When my toddler runs up to me, seemingly for no reason, wanting a hug, I don’t think things like “What does he really want”? “What does this signal”? “The sensations I now feel, and the thoughts I am having, are not actually love—that is a social construct mapping to the the physiology evolved in order to protect the genes I have passed on… etc etc”. Rather, I think something more like “Wow, it’s so nice that he wants a hug from Dad. He’s such a lovely boy”—because I do think those things, and the cause need not be investigated too deeply for my purposes. Then I can get back to the work of trying to make his future a good one, and that in his future more futures are good ones. It’s a kind of meta-rational approach. This is an extreme case, of course, just to demonstrate the idea.
This approach demonstrates two important important issues for me. The first is that incentives matter, and aligning incentives matters. I want to minimise any principal-agent problems over my set of incentives. The second is that I’ve recognised that I have more power, gained from having something to protect. People often say things like “now that you have children you have to be more responsible”. They often mean that you should work more, or play less, or now you have to conform to our values more (and signal it), or similar. I see it differently. The responsibility is not in doing a bunch of things, it is about working out what to do, and it was not just given to me, but is an internally generated desire for achieving good. It means that I think more carefully about goals and outcomes, and more easily disregard non-productive actions and plans. I certainly do this more than I did before having children, and likely more than I would otherwise have.
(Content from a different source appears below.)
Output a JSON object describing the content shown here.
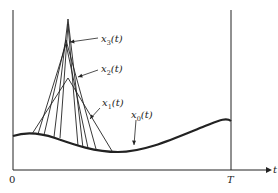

A couple of tangentially related things I find useful:
[http://www.overcomingbias.com/2014/06/you-cant-handle-the-truth.html Don’t Be “Rationalist”]
[http://www.davidhume.org/search.html?T1=on&T2=on&T3=on&A=on&L=on&ad=on&es=on&E=on&M=on&P=on&N=on&D=on&q=%22be+still+a+man%22 “Be a philosopher; but, amidst all your philosophy, be still a man.”] -David Hume
But why did you retract this? It is honest and coherent!
Watching the animes. Witnessing the struggles and bravery of Goku, Seiya, Naruto, Ichigo and Harry Potter will motivate you to follow in their heroic footsteps.
I was once motivated to show support to a fellow enlister into a PhD program mostly because I had recently read a sentimental StarTrek fanfic. (She got through that first test but soon had to drop it, so on net my action was a loss, leading to waste of time and brain cells on her part, but I had had no way to foresee it.)
Why do you believe that this approach is helpful?
Maybe I couldn’t resist posting this suggestion (sorry) because “having something to protect” is such a staple of anime. But—there’s also a good case to be made here.
An analogy is motivational posters. Animes are essentially motivational posters for “having something to protect”, since after all this is often the moral of them. Nonetheless, they have advantages over motivational posters:
Higher budget. They can last hours, have animation instead of a single phrase, etc.